We got right out of Salt Lake City, when Dorothy two and half years old at the time; had a convulsion; she had a very high fever. We took her right in to the Children’s hospital in Salt Lake City. They found out that she had infected kidneys and she would be in the hospital for 10 days. I stayed in the hospital with her for a few days. Bud took the three children back to Toole and moved in the house that we just moved out of. The doctor dismissed Dorothy and we went back to Toole.

We decided that we would start again. When we left that house, the rock house, I left part of a watermelon open, a lamp a burning, and a good garden. The beds all made; anybody could have just gone in there and started housekeeping. I turn around and walk out, get in that truck with all the kids, their cloth and the bedding that we needed and started for Missouri.

From Aug. 1932 until April 1937 we lived at Rangely, Colo., on Douglas Creek on the homestead, at Vernal, Utah and Maybell, Colo. I can not remember the order of events, so the events may not be the order that they happen.

We went into Rangely to see papa and mama and the family before we went on to Missouri. Papa talks Bud out of going on to Missouri.

“Papa decided that he did not want Bud to take his family to Missouri, he said that it was to hot and muggy, that he would lose all of us if he took us to Missouri”.

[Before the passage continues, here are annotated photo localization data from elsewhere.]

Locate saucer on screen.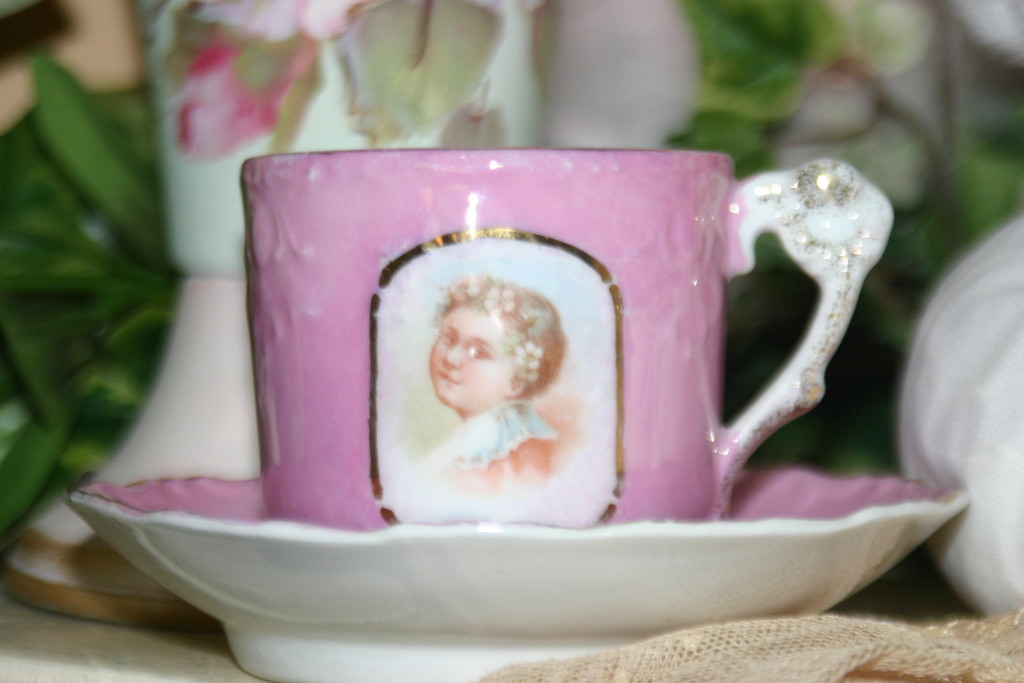
On screen at {"left": 58, "top": 469, "right": 975, "bottom": 679}.
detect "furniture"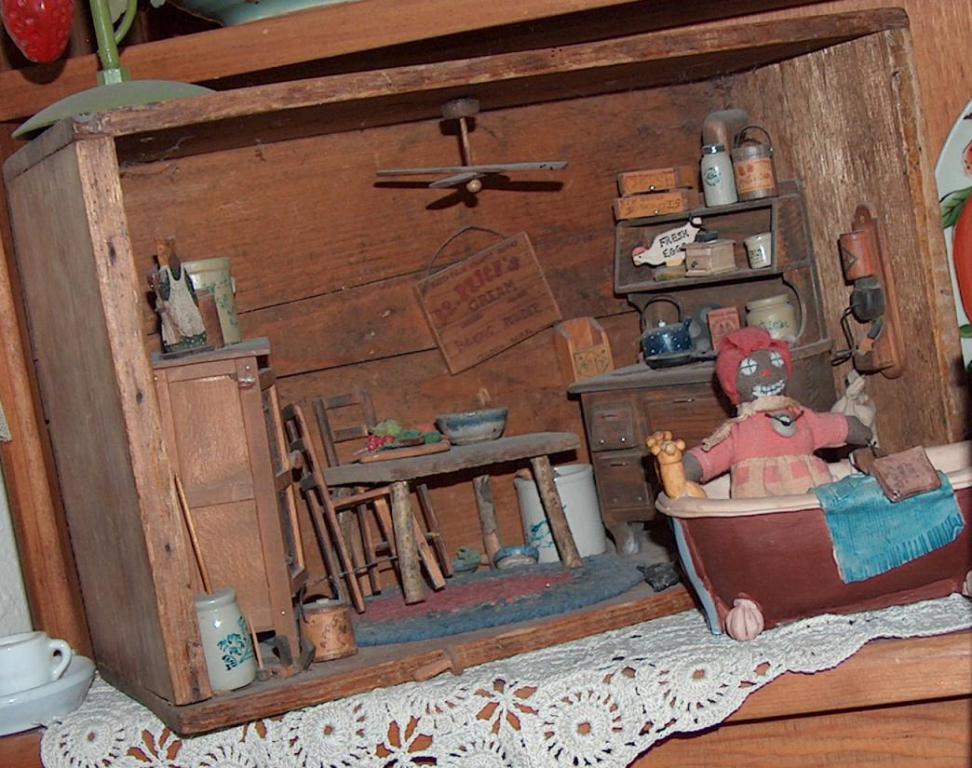
Rect(566, 180, 840, 559)
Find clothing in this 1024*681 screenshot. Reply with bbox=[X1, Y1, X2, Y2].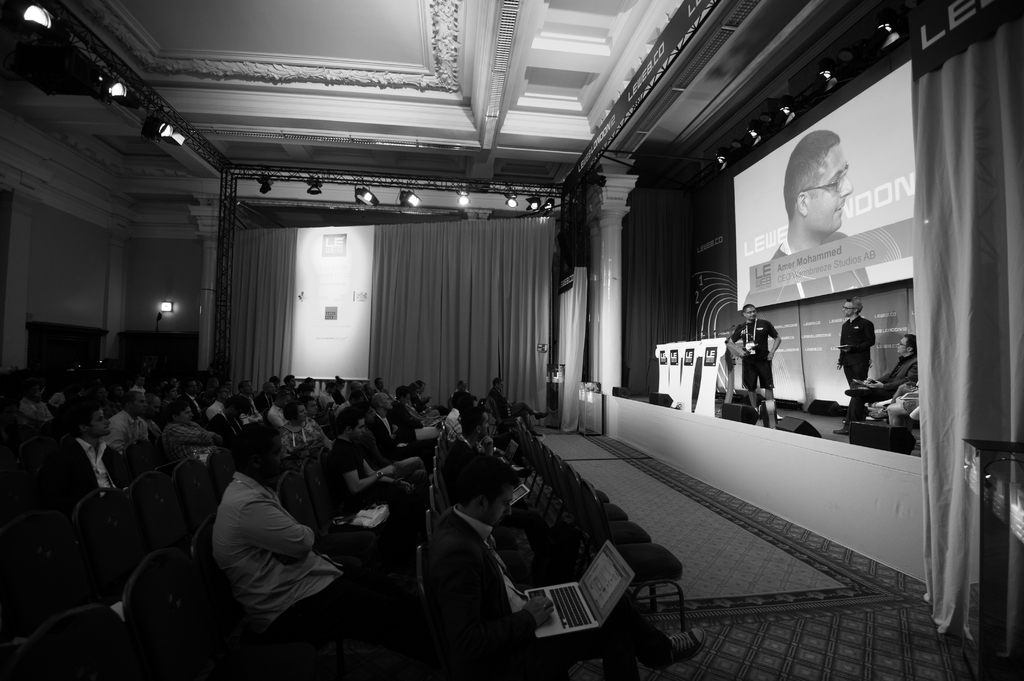
bbox=[836, 353, 915, 424].
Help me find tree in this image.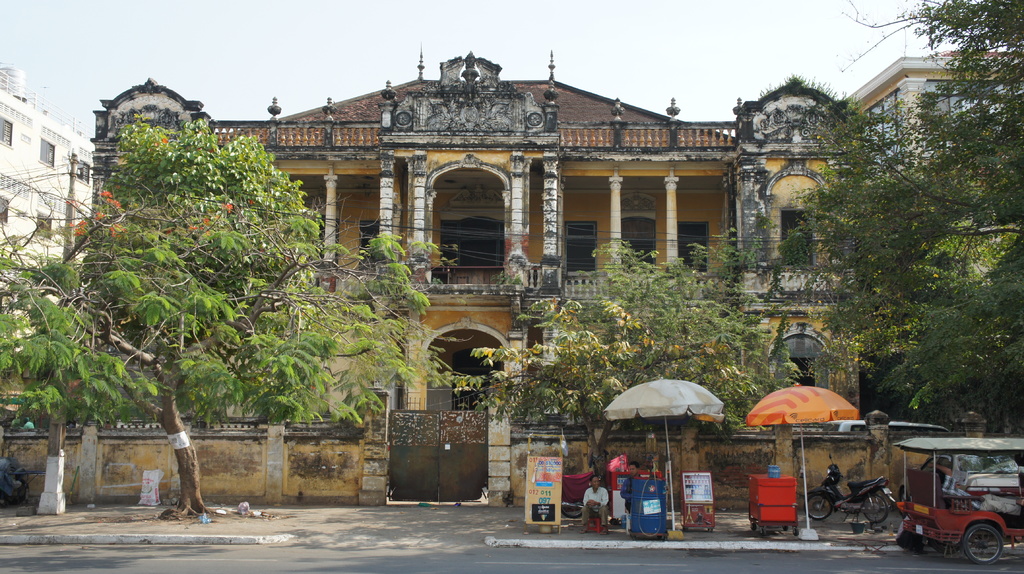
Found it: [80,117,315,310].
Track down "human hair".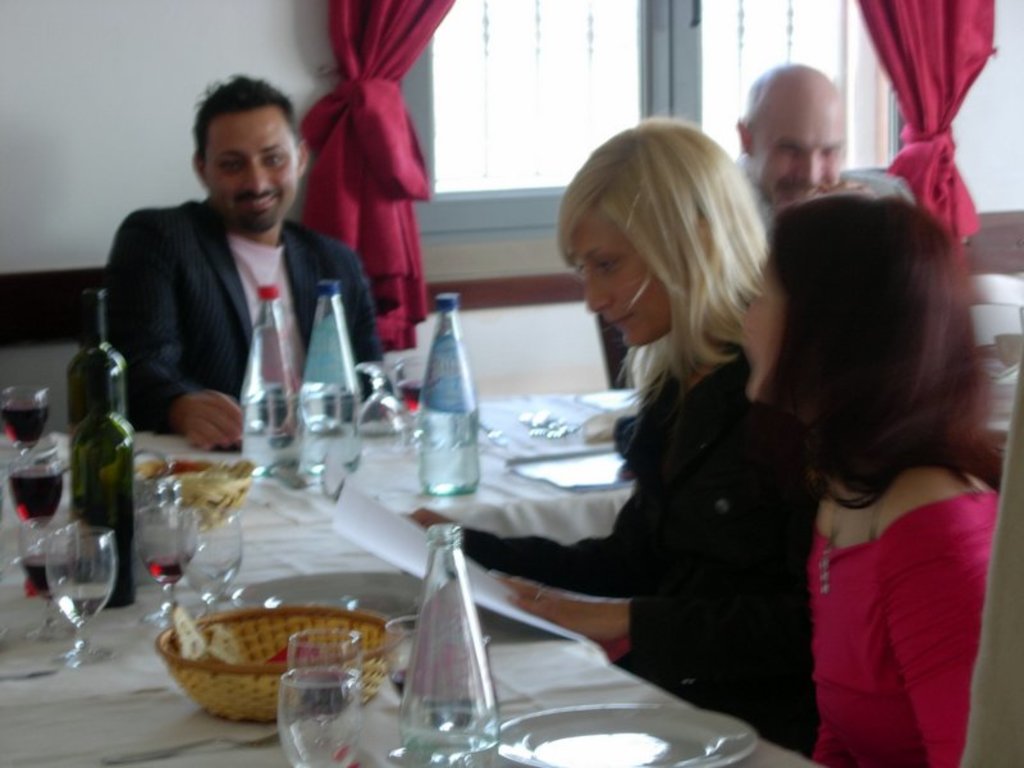
Tracked to box(568, 110, 769, 387).
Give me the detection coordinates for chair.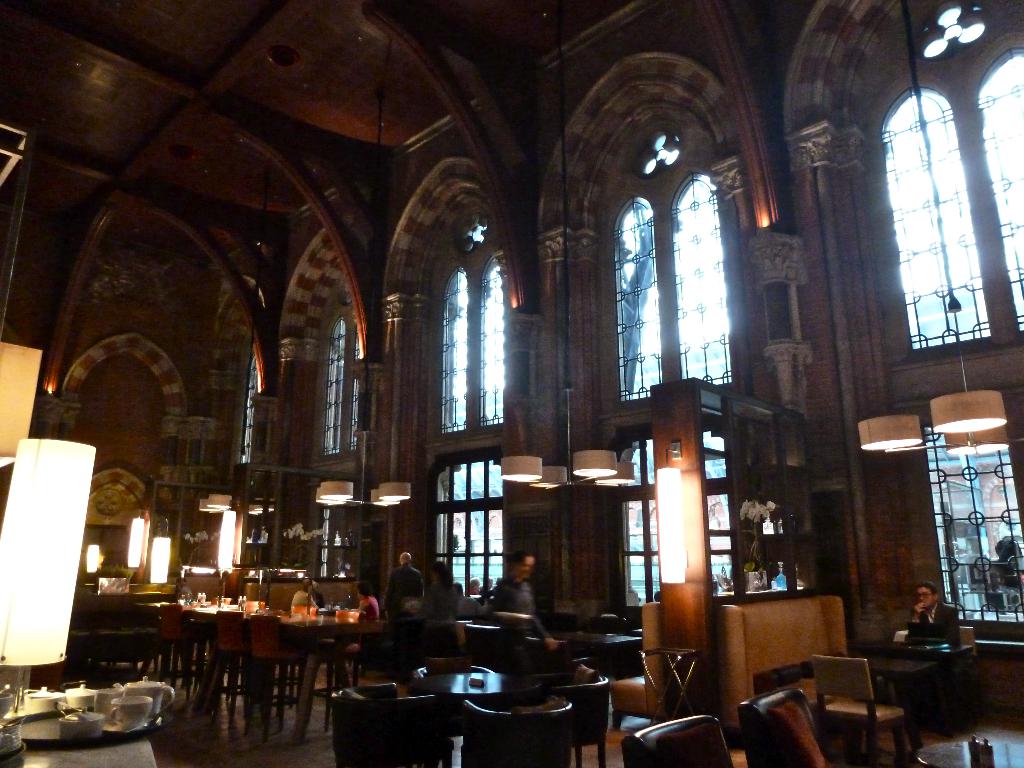
[202,611,280,728].
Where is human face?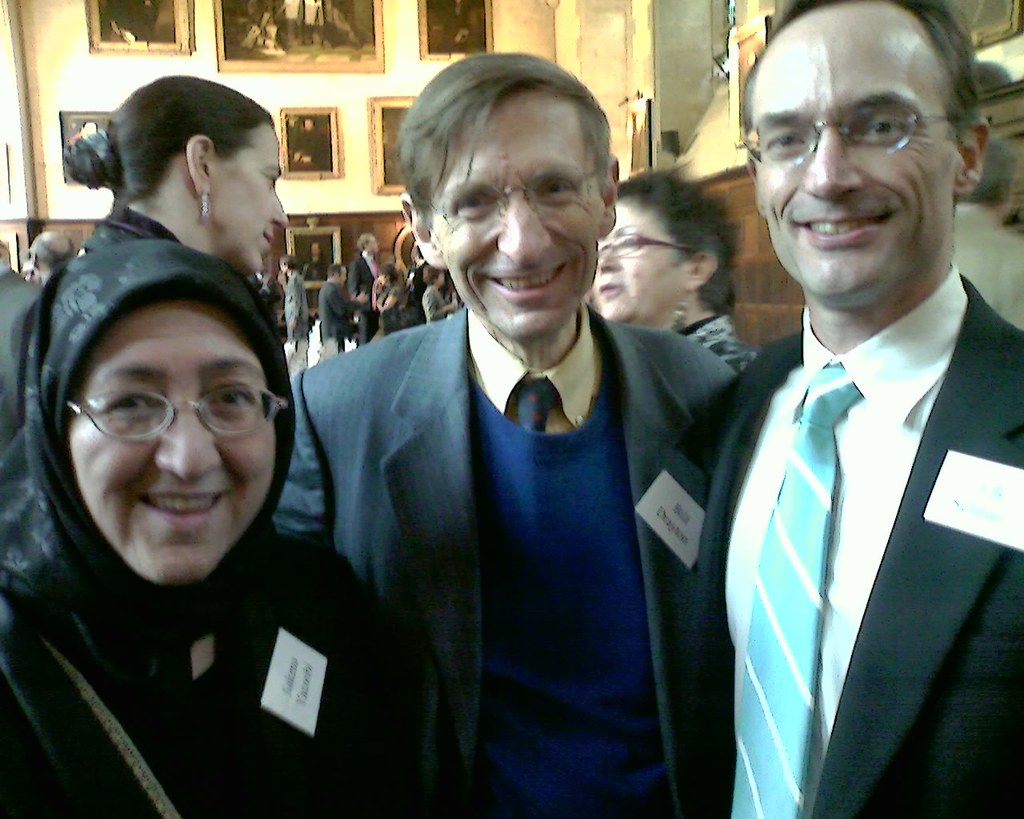
x1=63, y1=297, x2=282, y2=579.
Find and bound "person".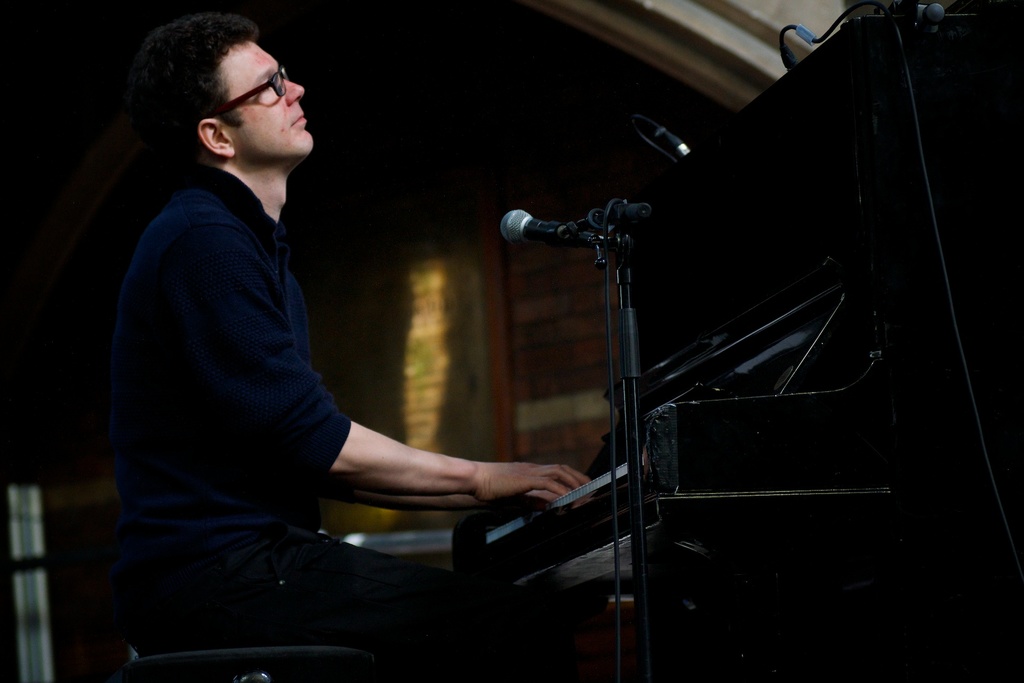
Bound: box(110, 15, 596, 670).
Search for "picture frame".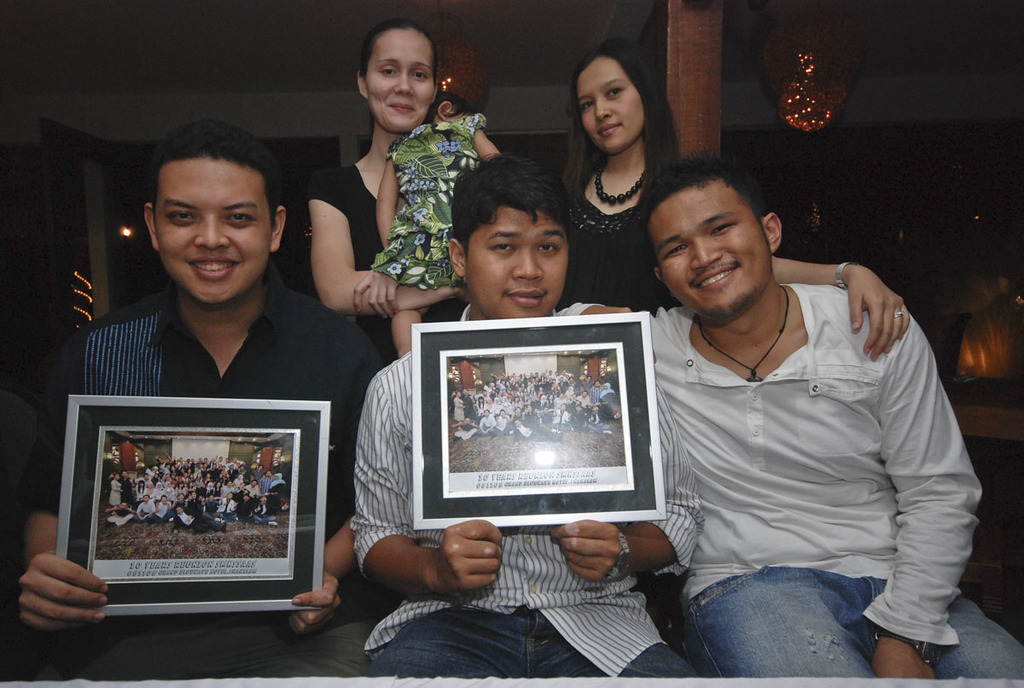
Found at box=[410, 310, 666, 529].
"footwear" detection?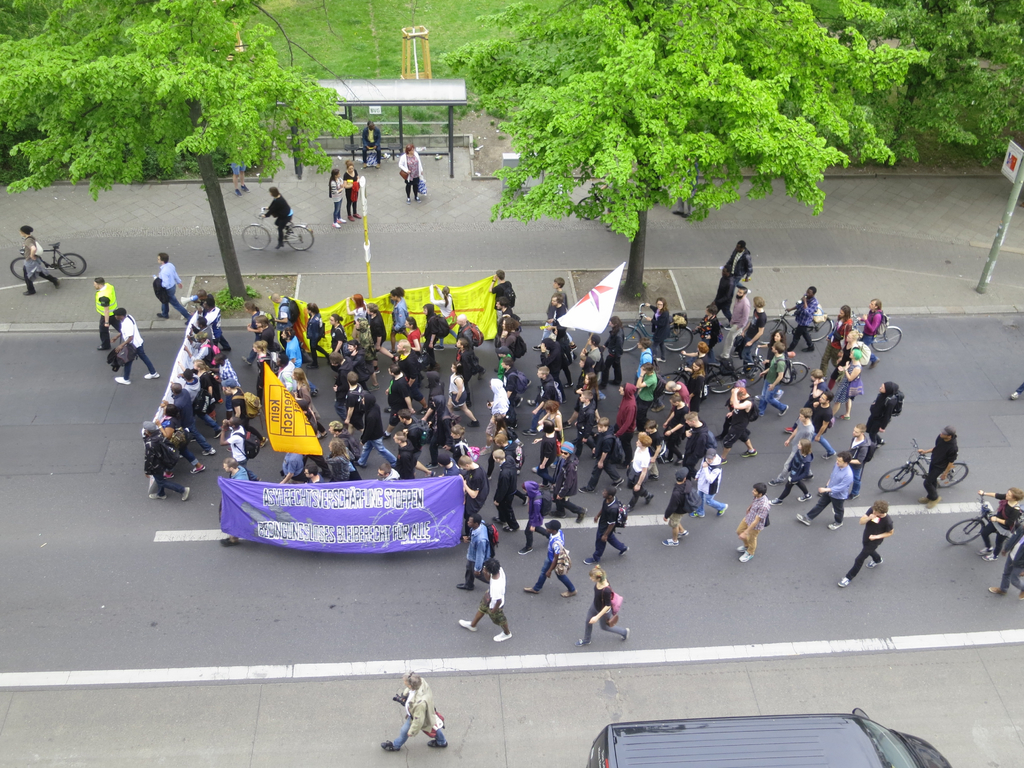
(427,469,436,478)
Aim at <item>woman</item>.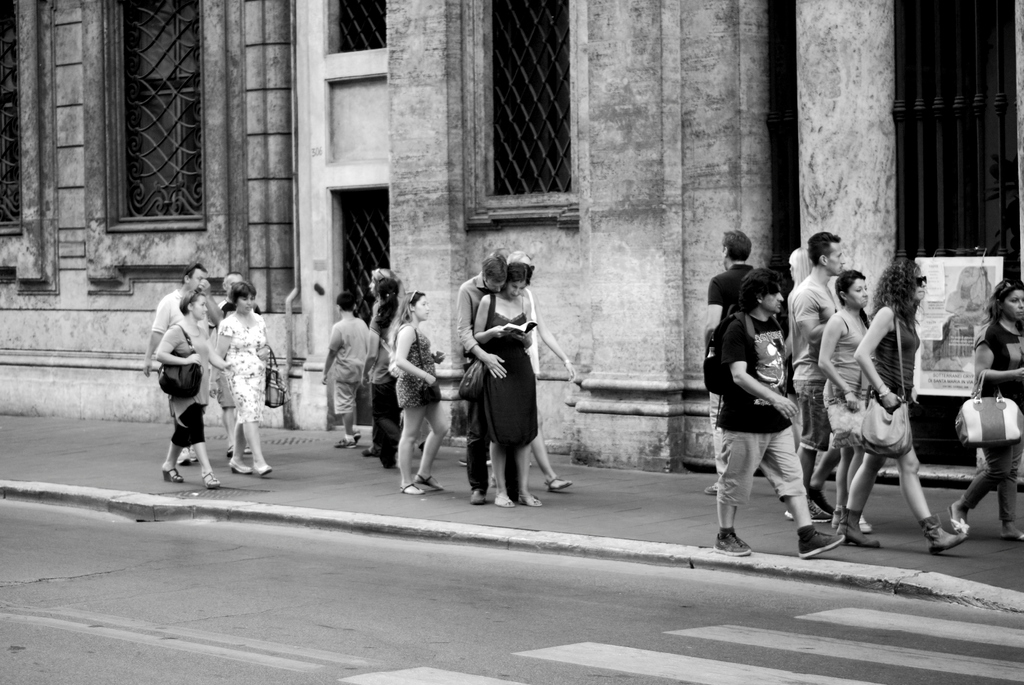
Aimed at box(979, 285, 1023, 562).
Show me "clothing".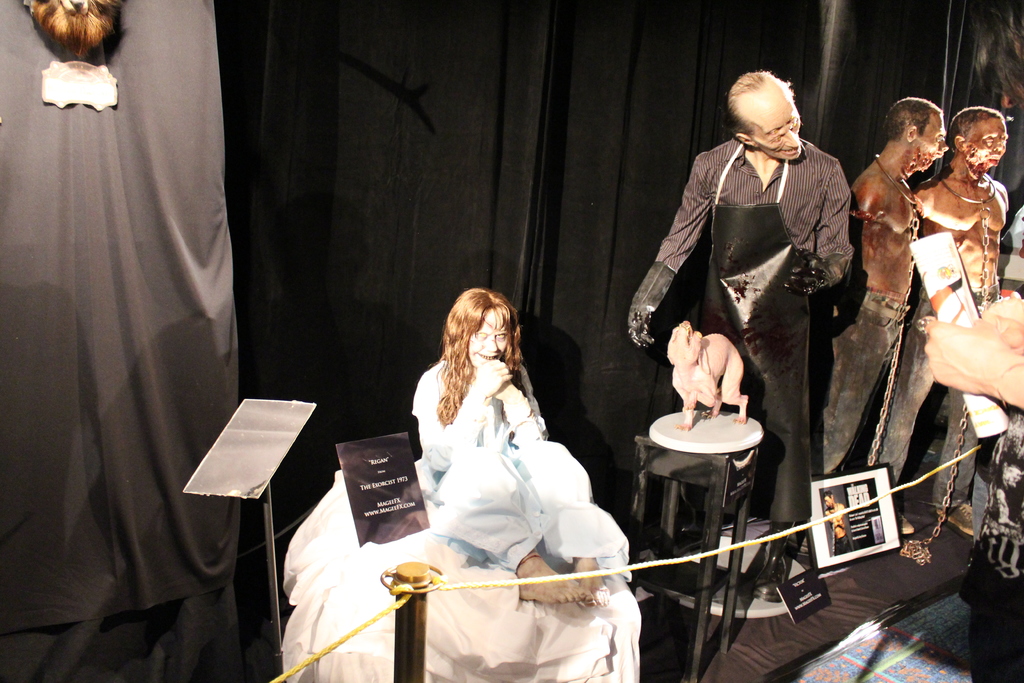
"clothing" is here: <box>876,279,979,508</box>.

We were not use to that kind of weather. Papa got Bud to file on a homestead up Douglas Creek. We stayed with papa and mama that winter, down on the river so the kids could go to school in Rangely. Bud worked for Don and Milton on the county road. Then Bud brought a great big old car from the Rector’s, a Buick, that what we had to go around in for awhile. I do not know what happen to the truck that we had when we moved to Rangely.